Asked how much such songs came to her through life, she replied, "I'm tempted to give a Bob Dylan response. It would be like, `Well, I've never actually had a drink of alcohol, so I wouldn't know.' " But she goes on: "I struggled with it. I'm 4 1/2 years sober. I guess I'm a non-anonymous alcoholic, because I tend to be pretty straightforward about it with people. I'm actually very proud of the fact that I've stopped."

Hopkins was raised in Andover, Massachusetts, by high school English teacher parents. Graduated from Brown in 1995 after concentrating in American studies and taking numerous theater and writing classes, she has since done a lot of acting and composing in small New York theaters such as Big Dance Theater and Transmission Projects. Early in 1999, she formed shifting-member Gloria Deluxe to record her songs. They have opened for David Byrne and Patti Smith.

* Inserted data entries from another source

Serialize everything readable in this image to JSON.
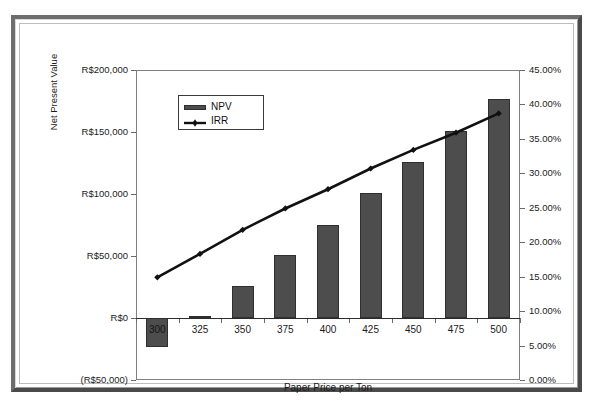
{
  "chart_data": {
    "type": "bar",
    "title": "",
    "xlabel": "Paper Price per Ton",
    "ylabel": "Net Present Value",
    "y2label": "",
    "categories": [
      "300",
      "325",
      "350",
      "375",
      "400",
      "425",
      "450",
      "475",
      "500"
    ],
    "grid": false,
    "legend_position": "top-left",
    "ylim": [
      -50000,
      200000
    ],
    "y2lim": [
      0,
      45
    ],
    "yticks": [
      "(R$50,000)",
      "R$0",
      "R$50,000",
      "R$100,000",
      "R$150,000",
      "R$200,000"
    ],
    "ytick_values": [
      -50000,
      0,
      50000,
      100000,
      150000,
      200000
    ],
    "y2ticks": [
      "0.00%",
      "5.00%",
      "10.00%",
      "15.00%",
      "20.00%",
      "25.00%",
      "30.00%",
      "35.00%",
      "40.00%",
      "45.00%"
    ],
    "y2tick_values": [
      0,
      5,
      10,
      15,
      20,
      25,
      30,
      35,
      40,
      45
    ],
    "series": [
      {
        "name": "NPV",
        "type": "bar",
        "axis": "left",
        "color": "#4d4d4d",
        "values": [
          -23000,
          2000,
          26000,
          50500,
          75000,
          100500,
          125500,
          150500,
          177000
        ]
      },
      {
        "name": "IRR",
        "type": "line",
        "axis": "right",
        "color": "#111111",
        "values": [
          14.9,
          18.3,
          21.8,
          24.9,
          27.7,
          30.7,
          33.4,
          35.9,
          38.7
        ]
      }
    ]
  },
  "legend": {
    "items": [
      {
        "label": "NPV",
        "marker": "bar-swatch"
      },
      {
        "label": "IRR",
        "marker": "line-marker"
      }
    ]
  },
  "colors": {
    "bar": "#4d4d4d",
    "bar_border": "#2f2f2f",
    "line": "#111111",
    "axis": "#6b6b6b",
    "text": "#1b1b1b",
    "frame_light": "#6e6e6e",
    "frame_dark": "#4a4a4a",
    "plot_background": "#ffffff"
  }
}
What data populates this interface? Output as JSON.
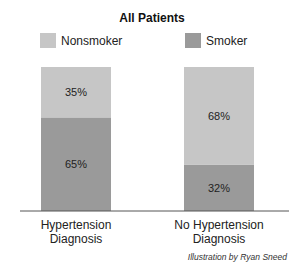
{
  "chart_data": {
    "type": "bar",
    "stacked": true,
    "percent": true,
    "title": "All Patients",
    "categories": [
      "Hypertension\nDiagnosis",
      "No Hypertension\nDiagnosis"
    ],
    "series": [
      {
        "name": "Smoker",
        "values": [
          65,
          32
        ],
        "color": "#9a9a9a"
      },
      {
        "name": "Nonsmoker",
        "values": [
          35,
          68
        ],
        "color": "#c6c6c6"
      }
    ],
    "legend": [
      {
        "name": "Nonsmoker",
        "color": "#c6c6c6"
      },
      {
        "name": "Smoker",
        "color": "#9a9a9a"
      }
    ],
    "legend_position": "top",
    "ylim": [
      0,
      100
    ],
    "xlabel": "",
    "ylabel": "",
    "grid": false,
    "credit": "Illustration by Ryan Sneed"
  }
}
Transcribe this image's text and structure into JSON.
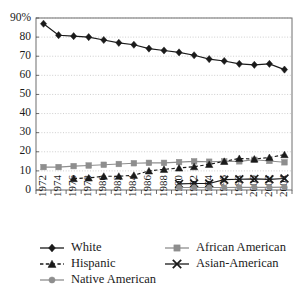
{
  "chart_data": {
    "type": "line",
    "title": "",
    "xlabel": "",
    "ylabel": "",
    "ylim": [
      0,
      90
    ],
    "grid": true,
    "legend_position": "bottom",
    "categories": [
      1972,
      1974,
      1976,
      1978,
      1980,
      1982,
      1984,
      1986,
      1988,
      1990,
      1992,
      1994,
      1996,
      1998,
      2000,
      2002,
      2004
    ],
    "x_tick_labels": [
      "1972",
      "1974",
      "1976",
      "1978",
      "1980",
      "1982",
      "1984",
      "1986",
      "1988",
      "1990",
      "1992",
      "1994",
      "1996",
      "1998",
      "2000",
      "2002",
      "2004"
    ],
    "y_tick_labels": [
      "90%",
      "80",
      "70",
      "60",
      "50",
      "40",
      "30",
      "20",
      "10",
      "0"
    ],
    "y_tick_values": [
      90,
      80,
      70,
      60,
      50,
      40,
      30,
      20,
      10,
      0
    ],
    "series": [
      {
        "name": "White",
        "marker": "diamond",
        "color": "#1a1a1a",
        "line_style": "solid",
        "start_year": 1972,
        "values": [
          87,
          81,
          80.5,
          80,
          78.5,
          77,
          76,
          74,
          73,
          72,
          70.5,
          68.5,
          67.5,
          66,
          65.5,
          66,
          63
        ]
      },
      {
        "name": "African American",
        "marker": "square",
        "color": "#8e8e8e",
        "line_style": "solid",
        "start_year": 1972,
        "values": [
          12,
          12,
          12.5,
          12.8,
          13.2,
          13.6,
          14,
          14.2,
          14.2,
          14.6,
          15,
          14.8,
          15,
          15,
          15.8,
          15.2,
          14.5
        ]
      },
      {
        "name": "Hispanic",
        "marker": "triangle",
        "color": "#1a1a1a",
        "line_style": "dashed",
        "start_year": 1976,
        "values": [
          null,
          null,
          6,
          6.3,
          7.2,
          7.2,
          7.7,
          10,
          10.8,
          11.5,
          12.2,
          13.4,
          15,
          16.5,
          16.2,
          17,
          18.5
        ]
      },
      {
        "name": "Asian-American",
        "marker": "x",
        "color": "#1a1a1a",
        "line_style": "solid",
        "start_year": 1990,
        "values": [
          null,
          null,
          null,
          null,
          null,
          null,
          null,
          null,
          null,
          3.2,
          3.4,
          3.4,
          5.4,
          5.6,
          5.8,
          5.6,
          6
        ]
      },
      {
        "name": "Native American",
        "marker": "circle",
        "color": "#8e8e8e",
        "line_style": "solid",
        "start_year": 1990,
        "values": [
          null,
          null,
          null,
          null,
          null,
          null,
          null,
          null,
          null,
          1.3,
          1.3,
          1.3,
          1.3,
          1.4,
          1.4,
          1.4,
          1.5
        ]
      }
    ],
    "legend": [
      {
        "label": "White",
        "marker": "diamond",
        "color": "#1a1a1a",
        "line_style": "solid"
      },
      {
        "label": "African American",
        "marker": "square",
        "color": "#8e8e8e",
        "line_style": "solid"
      },
      {
        "label": "Hispanic",
        "marker": "triangle",
        "color": "#1a1a1a",
        "line_style": "dashed"
      },
      {
        "label": "Asian-American",
        "marker": "x",
        "color": "#1a1a1a",
        "line_style": "solid"
      },
      {
        "label": "Native American",
        "marker": "circle",
        "color": "#8e8e8e",
        "line_style": "solid"
      }
    ]
  },
  "layout": {
    "plot_left": 36,
    "plot_right": 292,
    "plot_top": 18,
    "plot_bottom": 190,
    "legend_rows": [
      {
        "cols": [
          0,
          1
        ],
        "y": 248
      },
      {
        "cols": [
          2,
          3
        ],
        "y": 264
      },
      {
        "cols": [
          4
        ],
        "y": 280
      }
    ],
    "legend_col_x": [
      40,
      165
    ]
  }
}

The first influences she mentioned -- Laurie Anderson, the Wooster Group -- have creative ingenuity in common, particularly for combining various elements to striking effect. She also cites Spalding Gray and Tom Waits, the latter for his theatrical, narrative songs. Into the mix that is Hopkins, throw in the fantastical Museum of Jurassic Technology, which merges archeology with whimsical imaginings, and playwright David Hancock, who impressed her during a lecture by subtly blending the actual into the plausible and, eventually, the clearly fictional.

Hopkins will be in residence at AS220 through May, enjoying the rare opportunity of continuous time for writing and composing. The "operetta" will end up being as long as 90 minutes, with about 10 to 12 songs, plus some background music for the spoken text. Album length.

"I came here with a 15-minute chunk of material," Hopkins said. "My goal is to have some version of the piece by the point when I finish.